By your argument soldiers shouldn't get paid either, since love of country is motivation enough for some people. Or judges and lawyers, since love of justice is motivation enough for some people. You can always find *some* people willing to do volunteer work. That doesn't mean you will necessarily get the best results.

Comment Re:a better question (Score 1, Insightful) 706

"someone else provides the children with food and a home. those providers have expectations of the children. no further motivation should be expected, let alone required."

You've just described slavery. The master provides food and a home to his slaves, and that provider has expectation of the slaves. No further motivation should be expected, let alone required.

Society has moved away from the slavery-model for our financial system. Perhaps we should move away from the slavery-model for our educational system as well.

Comment Re:uuuh (Score 1) 327

How many black men or women actually stand for election as senators?

Which kinda indicates the underlying problem...

There were no non-white or female presidential candidates in either of the two major parties all the way up to 2004. Does that tell you *nothing* about racism or sexism in society in centuries past?

Or are you gonna say that since they didn't stand for election, it doesn't mean anything that they weren't elected either?

Employers can only employ the people who apply for jobs that they are qualified to do.

Of course.
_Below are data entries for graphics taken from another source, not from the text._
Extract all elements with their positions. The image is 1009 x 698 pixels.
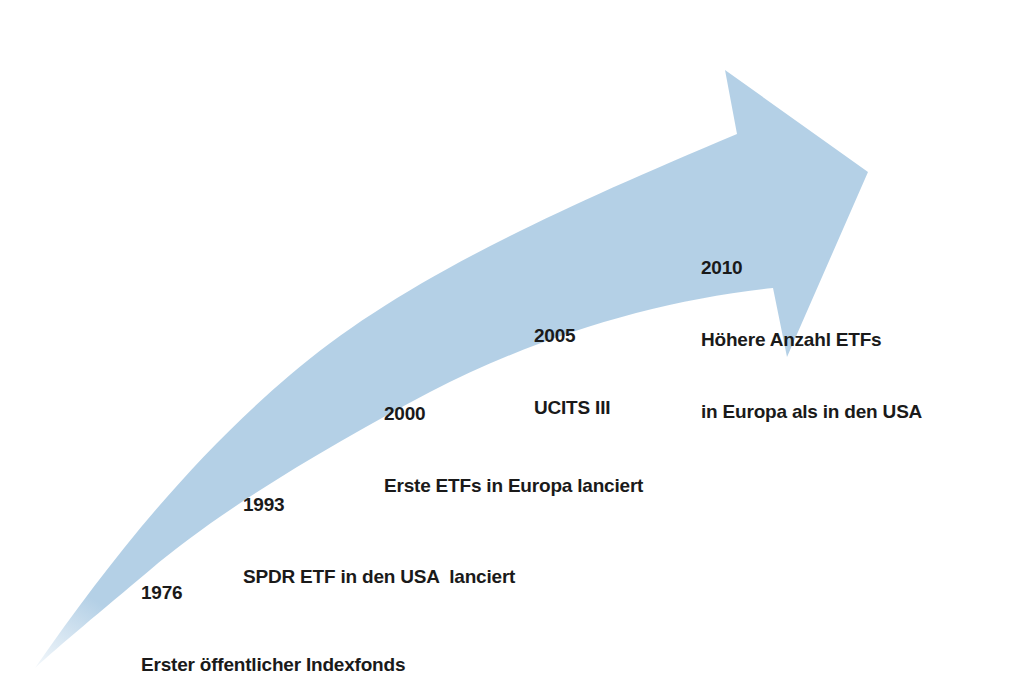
milestone-2005: 2005 UCITS III <box>534 276 610 444</box>
milestone-description: UCITS III <box>534 396 610 420</box>
milestone-description-line-1: Höhere Anzahl ETFs <box>701 328 922 352</box>
milestone-year: 2010 <box>701 256 922 280</box>
milestone-2010: 2010 Höhere Anzahl ETFs in Europa als in… <box>701 208 922 448</box>
milestone-description-line-2: in Europa als in den USA <box>701 400 922 424</box>
milestone-description: Erste ETFs in Europa lanciert <box>384 474 643 498</box>
milestone-year: 2005 <box>534 324 610 348</box>
milestone-description: SPDR ETF in den USA lanciert <box>243 565 515 589</box>
milestone-description: Erster öffentlicher Indexfonds <box>141 653 405 677</box>
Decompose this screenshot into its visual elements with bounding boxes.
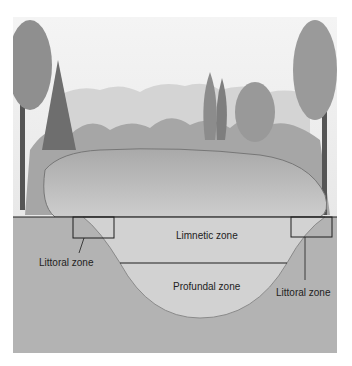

And people can only become "qualified" by getting educated. And the rich have a significant advantage in securing education for their children. And the rich are predominantly white.

Therefore in this self-reinforcing establishment black and Hispanic minorities will remain underqualified.
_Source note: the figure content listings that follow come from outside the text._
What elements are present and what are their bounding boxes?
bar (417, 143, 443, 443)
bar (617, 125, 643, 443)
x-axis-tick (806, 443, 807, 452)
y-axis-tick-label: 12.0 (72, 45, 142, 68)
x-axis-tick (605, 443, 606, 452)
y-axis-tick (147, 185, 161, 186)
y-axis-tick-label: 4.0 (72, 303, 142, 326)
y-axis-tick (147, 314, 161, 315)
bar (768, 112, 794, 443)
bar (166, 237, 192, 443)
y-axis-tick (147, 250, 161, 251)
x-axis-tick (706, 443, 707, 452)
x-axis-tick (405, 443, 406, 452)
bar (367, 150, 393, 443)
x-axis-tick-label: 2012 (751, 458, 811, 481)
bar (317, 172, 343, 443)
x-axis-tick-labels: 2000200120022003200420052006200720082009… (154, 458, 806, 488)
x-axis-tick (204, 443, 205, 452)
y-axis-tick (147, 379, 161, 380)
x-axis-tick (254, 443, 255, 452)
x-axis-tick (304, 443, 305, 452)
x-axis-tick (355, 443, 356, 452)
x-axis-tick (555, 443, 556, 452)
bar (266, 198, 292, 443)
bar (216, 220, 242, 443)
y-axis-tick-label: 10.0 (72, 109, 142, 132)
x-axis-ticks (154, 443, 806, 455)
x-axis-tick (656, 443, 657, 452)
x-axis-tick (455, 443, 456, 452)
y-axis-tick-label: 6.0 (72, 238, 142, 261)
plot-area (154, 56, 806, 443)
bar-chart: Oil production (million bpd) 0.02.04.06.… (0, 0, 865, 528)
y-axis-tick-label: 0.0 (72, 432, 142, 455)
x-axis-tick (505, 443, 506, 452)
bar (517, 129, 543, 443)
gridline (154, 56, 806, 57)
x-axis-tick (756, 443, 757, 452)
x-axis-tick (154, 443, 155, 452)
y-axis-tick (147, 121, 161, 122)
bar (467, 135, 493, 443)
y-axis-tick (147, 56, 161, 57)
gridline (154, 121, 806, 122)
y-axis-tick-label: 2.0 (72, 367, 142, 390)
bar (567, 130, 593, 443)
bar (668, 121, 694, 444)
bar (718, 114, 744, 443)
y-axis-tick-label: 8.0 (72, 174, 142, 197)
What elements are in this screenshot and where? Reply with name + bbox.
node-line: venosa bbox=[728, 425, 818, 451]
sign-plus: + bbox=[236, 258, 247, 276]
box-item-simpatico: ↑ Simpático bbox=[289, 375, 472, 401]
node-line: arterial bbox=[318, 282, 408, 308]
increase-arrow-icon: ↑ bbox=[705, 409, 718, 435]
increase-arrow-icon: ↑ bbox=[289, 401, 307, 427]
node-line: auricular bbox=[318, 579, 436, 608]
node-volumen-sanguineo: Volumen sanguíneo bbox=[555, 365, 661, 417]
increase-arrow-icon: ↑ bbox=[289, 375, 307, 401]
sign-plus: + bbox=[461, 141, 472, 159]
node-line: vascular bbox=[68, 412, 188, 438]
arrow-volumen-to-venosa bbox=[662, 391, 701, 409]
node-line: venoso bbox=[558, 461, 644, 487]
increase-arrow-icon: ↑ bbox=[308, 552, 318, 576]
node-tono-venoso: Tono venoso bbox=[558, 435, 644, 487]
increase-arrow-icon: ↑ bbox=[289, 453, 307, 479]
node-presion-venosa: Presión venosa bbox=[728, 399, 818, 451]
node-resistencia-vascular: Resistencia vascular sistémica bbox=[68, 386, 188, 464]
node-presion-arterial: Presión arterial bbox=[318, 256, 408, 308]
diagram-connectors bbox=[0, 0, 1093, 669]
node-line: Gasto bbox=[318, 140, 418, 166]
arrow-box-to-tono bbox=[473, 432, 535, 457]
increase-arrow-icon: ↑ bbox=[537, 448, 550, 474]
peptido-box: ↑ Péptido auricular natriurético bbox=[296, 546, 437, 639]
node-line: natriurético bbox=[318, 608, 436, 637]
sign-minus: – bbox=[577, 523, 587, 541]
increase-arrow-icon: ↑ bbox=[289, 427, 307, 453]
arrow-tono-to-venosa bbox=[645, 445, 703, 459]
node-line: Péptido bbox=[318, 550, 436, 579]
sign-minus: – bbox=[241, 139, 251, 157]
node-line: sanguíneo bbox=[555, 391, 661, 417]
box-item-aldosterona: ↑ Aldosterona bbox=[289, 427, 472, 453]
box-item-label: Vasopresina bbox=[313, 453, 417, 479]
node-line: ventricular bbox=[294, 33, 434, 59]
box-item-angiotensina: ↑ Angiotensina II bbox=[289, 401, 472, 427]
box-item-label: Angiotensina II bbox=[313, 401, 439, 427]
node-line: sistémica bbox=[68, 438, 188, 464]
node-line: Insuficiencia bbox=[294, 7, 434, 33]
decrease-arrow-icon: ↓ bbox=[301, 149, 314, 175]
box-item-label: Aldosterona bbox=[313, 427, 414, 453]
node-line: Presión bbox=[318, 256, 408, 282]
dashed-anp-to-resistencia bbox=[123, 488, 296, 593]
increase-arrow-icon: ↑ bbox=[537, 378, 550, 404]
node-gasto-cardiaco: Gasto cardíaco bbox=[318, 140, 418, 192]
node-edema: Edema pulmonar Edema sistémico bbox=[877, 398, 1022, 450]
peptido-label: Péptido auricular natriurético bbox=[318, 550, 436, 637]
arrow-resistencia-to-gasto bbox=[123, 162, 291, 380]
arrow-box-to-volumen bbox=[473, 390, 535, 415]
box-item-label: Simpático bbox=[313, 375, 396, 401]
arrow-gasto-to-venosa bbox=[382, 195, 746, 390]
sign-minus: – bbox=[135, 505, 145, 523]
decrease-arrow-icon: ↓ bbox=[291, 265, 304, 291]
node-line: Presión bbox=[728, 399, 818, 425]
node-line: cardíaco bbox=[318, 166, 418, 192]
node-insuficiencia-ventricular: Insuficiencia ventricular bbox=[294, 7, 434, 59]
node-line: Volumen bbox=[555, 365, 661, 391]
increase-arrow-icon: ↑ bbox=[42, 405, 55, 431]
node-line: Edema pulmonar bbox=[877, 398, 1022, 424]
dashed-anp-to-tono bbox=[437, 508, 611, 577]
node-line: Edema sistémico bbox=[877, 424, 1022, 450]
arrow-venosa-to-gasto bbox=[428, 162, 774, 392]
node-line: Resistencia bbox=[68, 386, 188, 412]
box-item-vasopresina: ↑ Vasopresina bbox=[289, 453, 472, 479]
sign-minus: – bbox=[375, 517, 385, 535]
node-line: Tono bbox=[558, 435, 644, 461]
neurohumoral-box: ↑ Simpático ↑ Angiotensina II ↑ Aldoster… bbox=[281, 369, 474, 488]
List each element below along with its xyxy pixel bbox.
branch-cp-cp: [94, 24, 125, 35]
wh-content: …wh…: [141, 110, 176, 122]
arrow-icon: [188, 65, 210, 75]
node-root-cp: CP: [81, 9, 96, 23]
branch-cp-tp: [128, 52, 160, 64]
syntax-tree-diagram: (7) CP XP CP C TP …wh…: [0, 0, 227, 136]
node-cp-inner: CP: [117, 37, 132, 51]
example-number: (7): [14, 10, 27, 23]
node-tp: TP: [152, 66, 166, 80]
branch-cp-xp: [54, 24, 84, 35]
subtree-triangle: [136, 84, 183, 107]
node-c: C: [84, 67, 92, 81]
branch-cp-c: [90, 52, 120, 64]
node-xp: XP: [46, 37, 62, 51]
Another problem is that unqualified people will often get a job because they're a minority...

That's actually the least of the problem. Why don't you go a few steps further back and figure out *why* some minorities have fewer qualifications in the first place.

Comment Re:PC, huh? (Score 1) 262

"Manhole clearly implies a covered maintenance shaft in the street."

To some it may clearly imply a male anus instead.

Your argument is bull. The singular "they" has a historical existence of centuries, going at least back to Shakespare. And yet you are seriously arguing that to describe a potentially female owner with "his" is more accurate? Sheer nonsense.

"When they are said in a more general form, eg: "All men are created equal", they are genderless."

And for you to claim that this sentence was genderless is also bullshit. Anyone remotely aware of history knows that it was NOT meant genderlessly.

Comment Re:What's Dumb is Ignorance (Score 1) 434

Our so-called drive to "thwart" evolution is itself part of the evolution process.

By showing disdain towards the cold-hearted people that treat "evolution" as an end-goal, we encourage the evolution of more compassionated individuals - whether we seek to do so or not.

The people who would seek to "evolve" themselves right into a holocaust will find themselves outevolved by compassionate civilization.

Comment Re:uuuh (Score 1) 327

Please look at a grid I made at :
http://ariskatsaris.deviantart.com/art/Political-grid-143752221
(You can click on it for a bigger image)

Meritocracy is all fine and dandy, but without solidarity strengthening the "egalitarian" axis, it just means that all future competition tilts towards the already successful rather than awarding the more capable.

Solidarity has its own pitfalls ofcourse -- leaning leftwards, it may transform from "supporting the weak" into "group loyalty" instead, thus turning into a new privilege and a new aristocracy.

But meritocracy alone can't stand. If it's not supported by egalitarianism it *will* make itself into aristocracy.

Comment Re:uuuh (Score 1) 327

"You're a part of the problem here in the great United States; where it's become acceptable to be a sexist, and racist against the majority of the country."

Yes, I guess that's why there are only 17 women and only 1 black person out of a 100 senators. Because it's "acceptable" to be sexist against men and racist against whites.

Please return to that argument when white men are actually underrepresented in politics or business, not while they remain grossly overrepresented.